Let’s start with the good news. Strong employment growth is always something to celebrate, and the last four years have seen fewer workless households and more second earners, both of which have helped to improve incomes for poorer households. Combined with the weak pay growth that has held down high-income households’ take-home pay, these factors have helped to protect against an expected rise in inequality during the recovery.
In fact, overall inequality is slightly lower than before the recession and around the same as it was in 1990. But before we get carried away, let’s consider what this means. We are now in exactly the same position as we were at the end of the dramatic rise of inequality through the 1980s, with no sustained effort to bring us back to some semblance of normality. Should we really cheer inaction?
Looking exclusively at the top 1% paints a similar picture. The share of income captured by the richest 1% dropped slightly in the last year, but again a longer-term view reminds us not to be complacent: the share of income going to the top 1% rose from 5.7% in 1990 to nearly 8% in 2014/15.
There are some other striking changes to families’ incomes that show how dysfunctional our economy and society has become. We all picture middle-income families as comfortable and secure, and compared to those making ends meet on lower incomes, of course, they are. But today’s analysis lends evidence to the notion of the ‘rich and the rest of us’, revealing that middle-income households are converging downwards, and becoming more similar to low-income households, with greater insecurity and more reliance on social security. Half of middle-income families with children now rent rather than own their homes, and low earnings growth means the proportion of their income coming from benefits has increased over the last 20 years from 22% to 30%, as the state tops up their low wages.
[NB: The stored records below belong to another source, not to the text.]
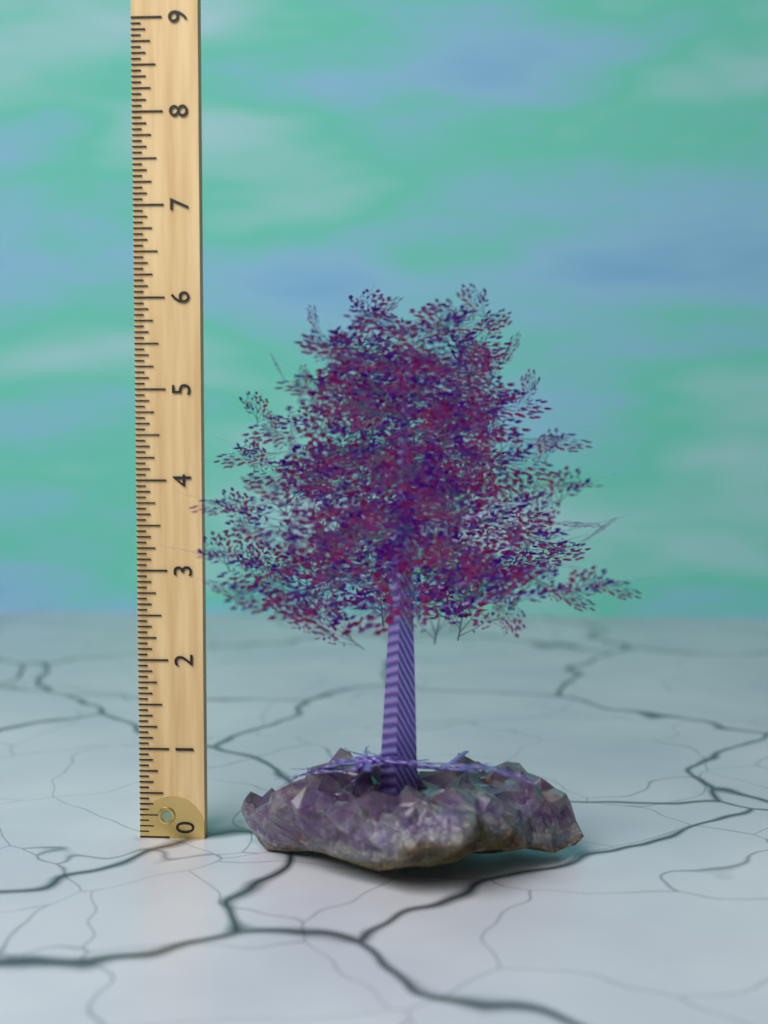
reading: 6.0625 (no unit)
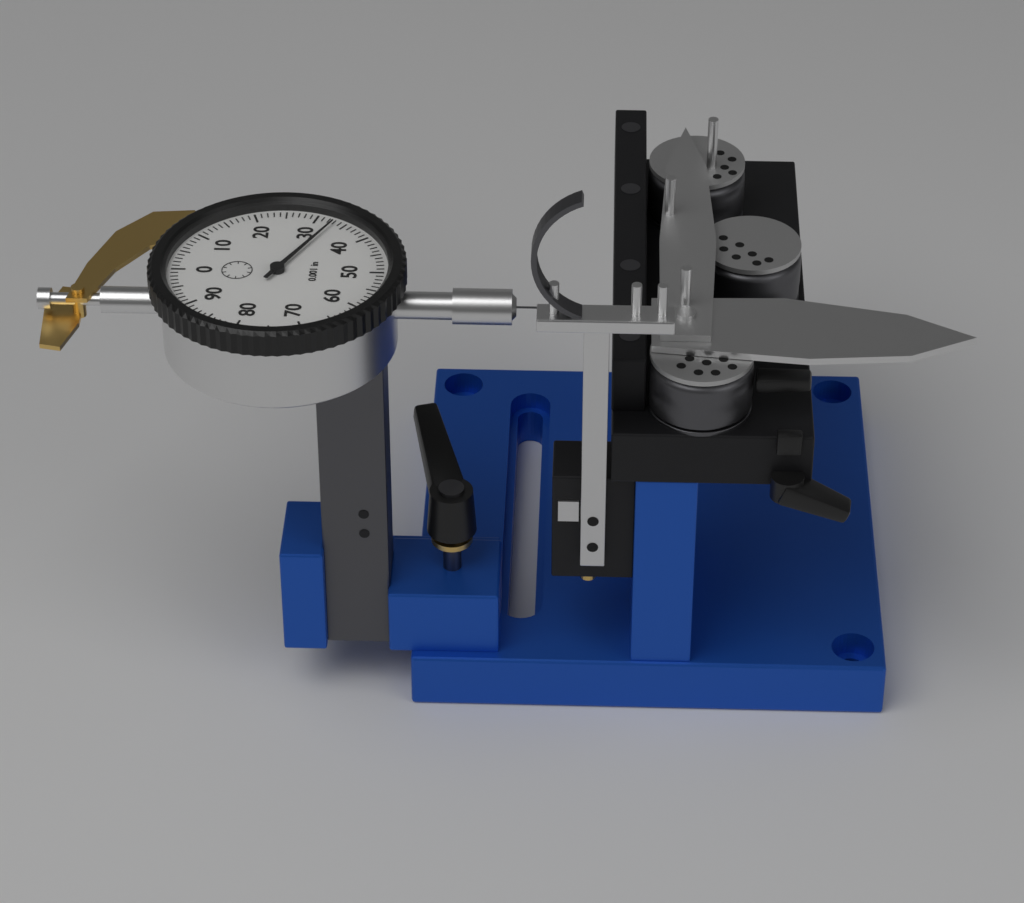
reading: 0.033 in
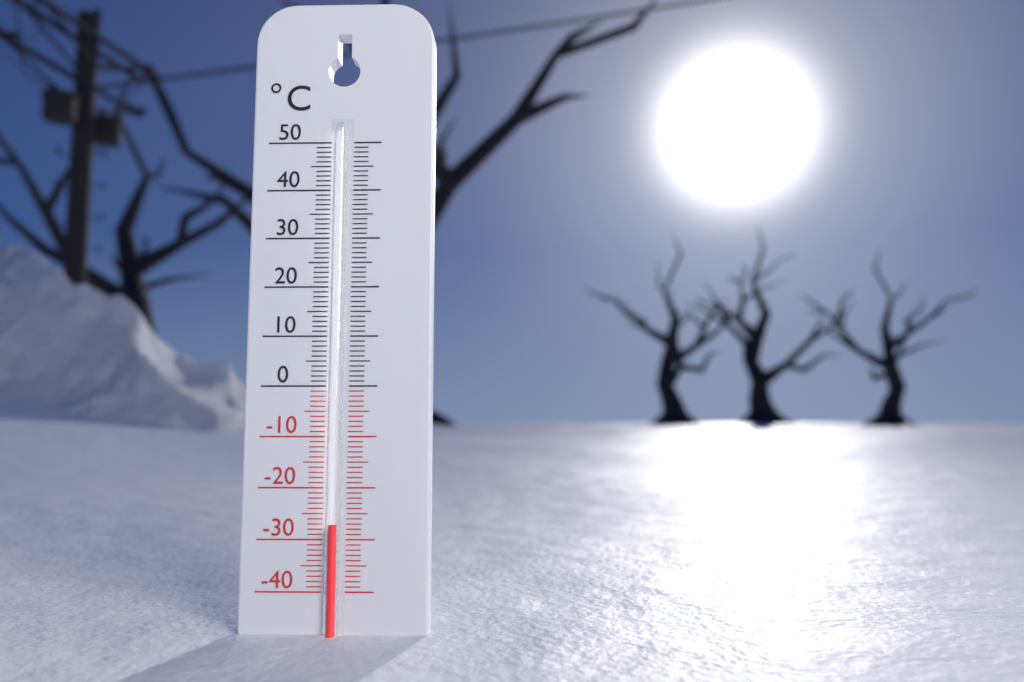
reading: -27 °C
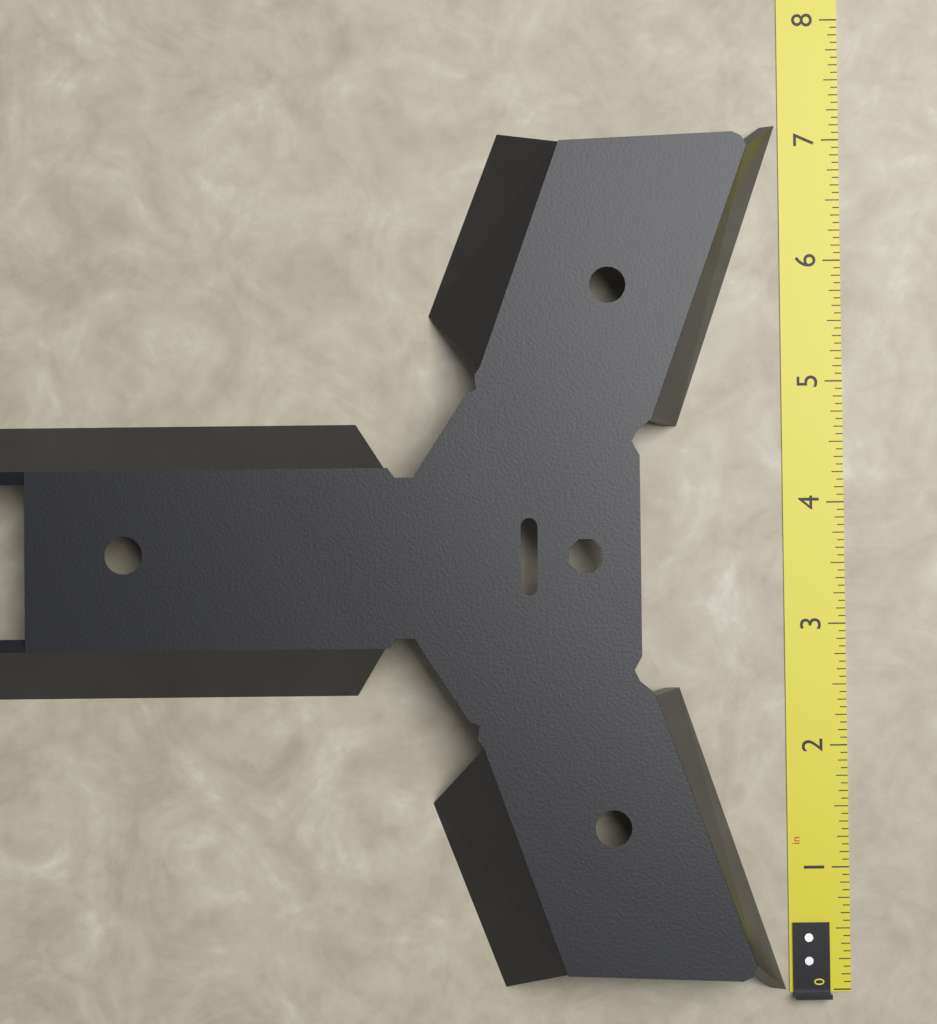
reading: 7.1250 in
Meanwhile, poorer households have boosted the proportion of their incomes from employment over the last two decades, with wages now accounting for half rather than a third of household incomes. Again, this seems positive, with far fewer kids living in workless households (1 in 6, rather than a quarter twenty years ago). But the link between having a job and leaving poverty seems frustratingly weak. The fact that two-thirds of children in poverty have a working parent renders the assumption that ‘work pays’ less and less convincing.
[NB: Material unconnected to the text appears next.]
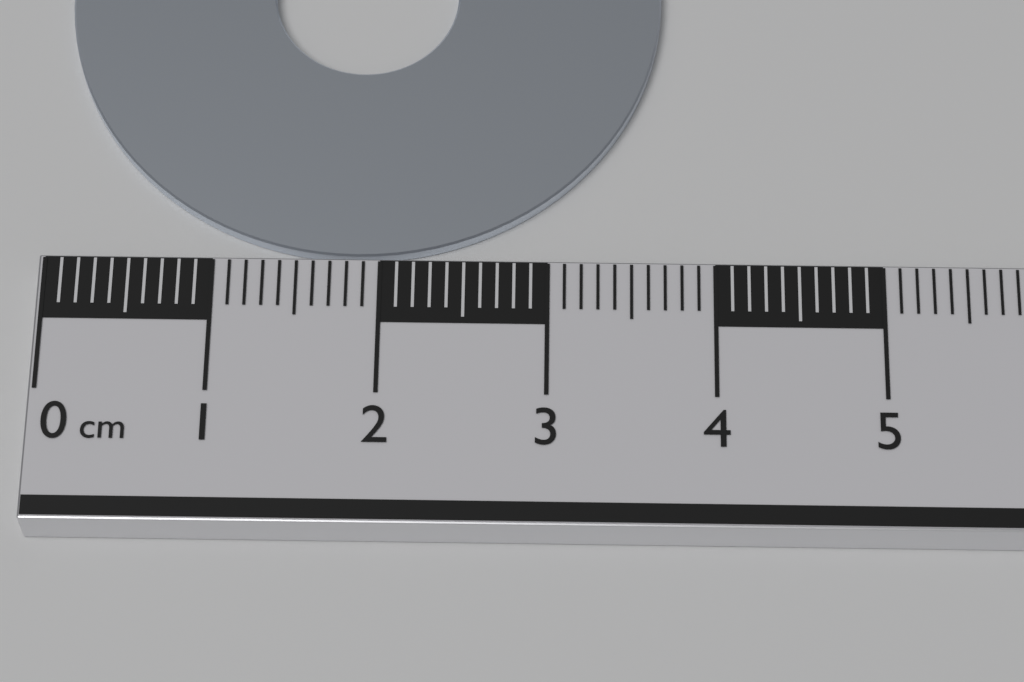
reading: 3.7 cm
The IFS warns that the future of inequality is now ‘impossible to predict’ because of Brexit. But some things are certain. The Government still has the ability to ensure our incomes don’t diverge even further and make us complete strangers to each other, with the rich living on a different planet to the rest of us. It has a range of tools at its disposal to deliver a fairer tax system to effectively redistribute so everyone can be assured of a decent life, and to shape our economy so it benefits us all. That means good jobs for people to go into, with routes for progression and structures that include workers’ voices. There have been recent encouraging comments from Theresa May, John McDonnell and Owen Smith on these issues.
Let’s use this rare political consensus and work to achieve changes for the future that will allow the IFS to report on the UK’s world-class living standards, our eradication of child poverty – and extreme inequality as a historical mistake never to be repeated.